Union wins wage dispute
BY NANCY HICKS / Lincoln Journal Star
More than 9,000 state workers should get better raises than offered by Gov. Dave Heineman’s administration, the state’s Commission of Industrial Relations ruled Tuesday.
The commission sided with the union on the wages for the eight state employee bargaining units that had wage contract disputes.
Under the ruling, state workers would get up to 7.5 percent raises each of the next two years, if their wages are lower than salaries for comparable jobs in other states.
In addition, the employees would get 2.5 percent raises on their hiring anniversary date each year.
The commission upheld a decision by a special master, who found the state’s original offer of 2.5 percent raises each year did nothing to bring underpaid employees up to comparable wages with other states.
The state’s offer provided equal pay treatment for each employee but did not move state workers toward comparability, the standard set in state law, the ruling said.
That ruling will stand unless the state decides to appeal it to the Nebraska Supreme Court.
Tuesday morning, the state’s chief negotiator, Bill Wood, said he hadn’t had time to read the decision and had no comment.
All employees not covered by the union received a 3 percent raise at the beginning of the state’s fiscal year, July 1. Workers in the eight bargaining units covered by the wage dispute will get the raises, plus 7 percent interest, when the issue is finally settled, said Mike Marvin, executive director of NAPE/AFSCME Local 61.
The state’s labor negotiation process provides a specific appeal process when the union and administration can’t agree.
The first step is a decision by a special master, who chooses between the final offers. That can be appealed to the commission and then to the state Court of Appeals and Supreme Court.
The state had originally offered a flat 2.5 percent increase each year during the negotiation phase. The administration increased its offer, to adjustments providing as much a 5 percent a year increases, after the union appealed the special master ruling to the commission.
The union rejected those later offers because they provided employees less than they would receive under the special master ruling.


In the entries that follow, count each line containing "them" and state the total, nothing more.

[Items from a figure collection]
══════════════════════════════
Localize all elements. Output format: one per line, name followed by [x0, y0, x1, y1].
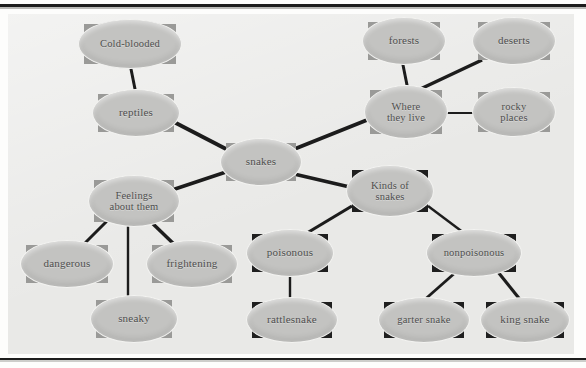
node-bubble-garter-snake: garter snake — [378, 297, 470, 343]
node-label-nonpoisonous: nonpoisonous — [444, 247, 505, 259]
node-label-where-live: Where they live — [387, 101, 425, 124]
mindmap-canvas: Cold-bloodedforestsdesertsreptilesWhere … — [0, 0, 586, 368]
node-bubble-king-snake: king snake — [480, 297, 570, 343]
node-label-cold-blooded: Cold-blooded — [100, 38, 160, 50]
node-label-reptiles: reptiles — [119, 107, 153, 119]
node-bubble-sneaky: sneaky — [90, 295, 178, 343]
node-bubble-reptiles: reptiles — [92, 89, 180, 137]
node-reptiles[interactable]: reptiles — [98, 94, 174, 132]
node-label-poisonous: poisonous — [267, 247, 313, 259]
node-deserts[interactable]: deserts — [478, 22, 550, 60]
node-snakes[interactable]: snakes — [226, 143, 296, 181]
node-label-garter-snake: garter snake — [397, 314, 450, 326]
node-label-snakes: snakes — [246, 156, 277, 168]
node-bubble-kinds: Kinds of snakes — [346, 165, 434, 217]
node-forests[interactable]: forests — [368, 22, 440, 60]
bottom-rule-fade — [0, 360, 586, 362]
node-label-king-snake: king snake — [500, 314, 549, 326]
node-garter-snake[interactable]: garter snake — [384, 302, 464, 338]
node-label-kinds: Kinds of snakes — [371, 180, 409, 203]
node-label-sneaky: sneaky — [118, 313, 150, 325]
node-kinds[interactable]: Kinds of snakes — [352, 170, 428, 212]
top-rule-fade — [0, 7, 586, 9]
node-bubble-snakes: snakes — [220, 138, 302, 186]
node-frightening[interactable]: frightening — [152, 245, 232, 283]
node-label-frightening: frightening — [166, 258, 217, 270]
node-bubble-deserts: deserts — [472, 17, 556, 65]
node-bubble-rattlesnake: rattlesnake — [246, 297, 338, 343]
node-bubble-cold-blooded: Cold-blooded — [78, 19, 182, 69]
node-sneaky[interactable]: sneaky — [96, 300, 172, 338]
node-bubble-forests: forests — [362, 17, 446, 65]
node-label-deserts: deserts — [498, 35, 530, 47]
node-label-rocky-places: rocky places — [500, 101, 527, 124]
node-label-dangerous: dangerous — [43, 258, 90, 270]
node-bubble-poisonous: poisonous — [246, 229, 334, 277]
node-dangerous[interactable]: dangerous — [26, 245, 108, 283]
node-rattlesnake[interactable]: rattlesnake — [252, 302, 332, 338]
node-bubble-dangerous: dangerous — [20, 240, 114, 288]
node-bubble-where-live: Where they live — [364, 85, 448, 139]
node-king-snake[interactable]: king snake — [486, 302, 564, 338]
node-label-feelings: Feelings about them — [110, 190, 159, 213]
node-feelings[interactable]: Feelings about them — [94, 180, 174, 222]
node-bubble-rocky-places: rocky places — [472, 87, 556, 137]
node-rocky-places[interactable]: rocky places — [478, 92, 550, 132]
node-where-live[interactable]: Where they live — [370, 90, 442, 134]
node-poisonous[interactable]: poisonous — [252, 234, 328, 272]
node-label-forests: forests — [389, 35, 420, 47]
node-cold-blooded[interactable]: Cold-blooded — [84, 24, 176, 64]
node-bubble-nonpoisonous: nonpoisonous — [426, 229, 522, 277]
node-nonpoisonous[interactable]: nonpoisonous — [432, 234, 516, 272]
node-bubble-feelings: Feelings about them — [88, 175, 180, 227]
node-label-rattlesnake: rattlesnake — [267, 314, 317, 326]
node-bubble-frightening: frightening — [146, 240, 238, 288]
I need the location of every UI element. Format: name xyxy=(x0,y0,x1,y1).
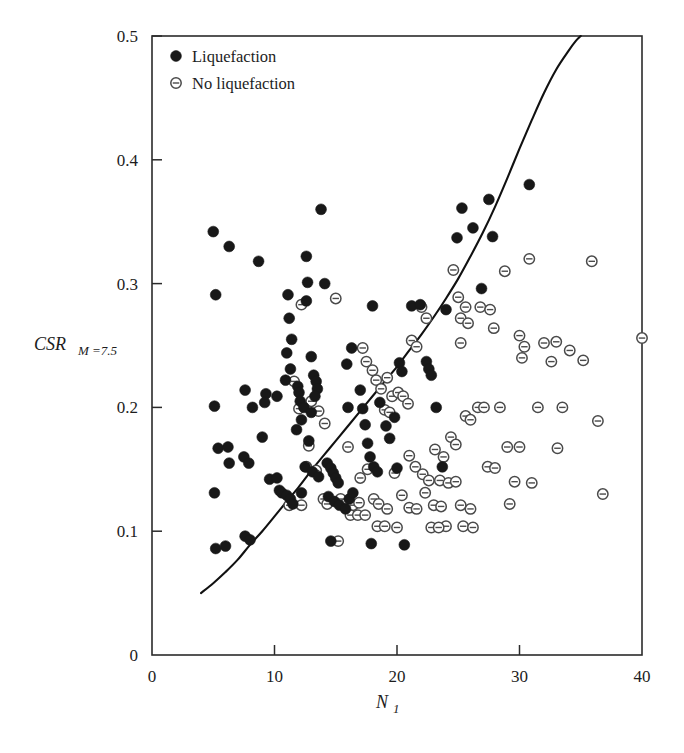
data-point-liquefaction xyxy=(333,478,344,489)
data-point-liquefaction xyxy=(457,203,468,214)
data-point-no-liquefaction xyxy=(382,372,392,382)
y-tick-label: 0.2 xyxy=(117,398,138,417)
data-point-liquefaction xyxy=(381,421,392,432)
data-point-no-liquefaction xyxy=(505,499,515,509)
data-point-no-liquefaction xyxy=(519,342,529,352)
data-point-liquefaction xyxy=(365,452,376,463)
data-point-no-liquefaction xyxy=(524,254,534,264)
y-tick-label: 0.4 xyxy=(117,151,139,170)
x-axis-title-main: N xyxy=(375,692,389,712)
data-point-liquefaction xyxy=(247,402,258,413)
legend-label: No liquefaction xyxy=(192,74,295,93)
x-tick-label: 30 xyxy=(511,667,528,686)
data-point-liquefaction xyxy=(259,397,270,408)
data-point-liquefaction xyxy=(224,241,235,252)
data-point-liquefaction xyxy=(372,466,383,477)
data-point-liquefaction xyxy=(253,256,264,267)
data-point-no-liquefaction xyxy=(475,302,485,312)
data-point-no-liquefaction xyxy=(495,402,505,412)
data-point-no-liquefaction xyxy=(465,415,475,425)
scatter-plot: 00.10.20.30.40.5 010203040 CSR M =7.5 N … xyxy=(0,0,684,753)
figure-container: 00.10.20.30.40.5 010203040 CSR M =7.5 N … xyxy=(0,0,684,753)
data-point-liquefaction xyxy=(319,278,330,289)
data-point-no-liquefaction xyxy=(502,442,512,452)
x-axis-title-subscript: 1 xyxy=(393,701,400,716)
data-point-no-liquefaction xyxy=(430,444,440,454)
data-point-liquefaction xyxy=(325,536,336,547)
data-point-liquefaction xyxy=(316,204,327,215)
data-point-liquefaction xyxy=(240,385,251,396)
data-point-no-liquefaction xyxy=(514,330,524,340)
data-point-no-liquefaction xyxy=(557,402,567,412)
data-point-liquefaction xyxy=(374,397,385,408)
data-point-liquefaction xyxy=(286,334,297,345)
data-point-liquefaction xyxy=(209,487,220,498)
data-point-no-liquefaction xyxy=(382,504,392,514)
data-point-liquefaction xyxy=(281,348,292,359)
data-point-no-liquefaction xyxy=(479,402,489,412)
data-point-no-liquefaction xyxy=(565,345,575,355)
data-point-no-liquefaction xyxy=(451,439,461,449)
data-point-liquefaction xyxy=(245,534,256,545)
data-point-no-liquefaction xyxy=(593,416,603,426)
data-point-liquefaction xyxy=(306,351,317,362)
data-point-no-liquefaction xyxy=(360,510,370,520)
data-point-no-liquefaction xyxy=(489,323,499,333)
data-point-liquefaction xyxy=(313,471,324,482)
x-axis-title: N 1 xyxy=(375,692,400,716)
data-point-liquefaction xyxy=(209,401,220,412)
x-tick-label: 40 xyxy=(634,667,651,686)
data-point-liquefaction xyxy=(431,402,442,413)
data-point-liquefaction xyxy=(272,391,283,402)
data-point-no-liquefaction xyxy=(637,333,647,343)
data-point-liquefaction xyxy=(452,232,463,243)
data-point-no-liquefaction xyxy=(465,504,475,514)
data-point-liquefaction xyxy=(483,194,494,205)
y-tick-label: 0.1 xyxy=(117,522,138,541)
data-point-liquefaction xyxy=(296,487,307,498)
data-point-no-liquefaction xyxy=(320,418,330,428)
caption-strip xyxy=(0,722,684,753)
data-point-no-liquefaction xyxy=(539,338,549,348)
data-point-liquefaction xyxy=(397,366,408,377)
data-point-liquefaction xyxy=(355,385,366,396)
data-point-no-liquefaction xyxy=(411,342,421,352)
data-point-no-liquefaction xyxy=(433,522,443,532)
data-point-liquefaction xyxy=(392,463,403,474)
y-tick-label: 0.3 xyxy=(117,275,138,294)
data-point-no-liquefaction xyxy=(517,353,527,363)
data-point-no-liquefaction xyxy=(354,498,364,508)
data-point-no-liquefaction xyxy=(380,521,390,531)
data-point-liquefaction xyxy=(310,391,321,402)
data-point-no-liquefaction xyxy=(436,501,446,511)
data-point-no-liquefaction xyxy=(404,450,414,460)
data-point-liquefaction xyxy=(441,304,452,315)
data-point-no-liquefaction xyxy=(514,442,524,452)
data-point-liquefaction xyxy=(476,283,487,294)
data-point-no-liquefaction xyxy=(578,355,588,365)
data-point-no-liquefaction xyxy=(403,398,413,408)
data-point-no-liquefaction xyxy=(552,443,562,453)
data-point-liquefaction xyxy=(224,458,235,469)
data-point-no-liquefaction xyxy=(456,500,466,510)
data-point-liquefaction xyxy=(291,424,302,435)
data-point-no-liquefaction xyxy=(355,473,365,483)
data-point-no-liquefaction xyxy=(421,313,431,323)
data-point-no-liquefaction xyxy=(460,302,470,312)
data-point-liquefaction xyxy=(287,499,298,510)
data-point-liquefaction xyxy=(524,179,535,190)
data-point-liquefaction xyxy=(220,541,231,552)
data-point-no-liquefaction xyxy=(463,318,473,328)
data-point-liquefaction xyxy=(384,433,395,444)
data-point-no-liquefaction xyxy=(451,476,461,486)
data-point-liquefaction xyxy=(367,300,378,311)
data-point-liquefaction xyxy=(223,442,234,453)
y-axis-title: CSR M =7.5 xyxy=(34,334,118,358)
data-point-liquefaction xyxy=(348,487,359,498)
data-point-no-liquefaction xyxy=(551,337,561,347)
data-point-liquefaction xyxy=(284,313,295,324)
data-point-liquefaction xyxy=(437,461,448,472)
data-point-no-liquefaction xyxy=(509,476,519,486)
y-axis-title-main: CSR xyxy=(34,334,66,354)
data-point-liquefaction xyxy=(301,296,312,307)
══════════════════════════════
### Result of this task
3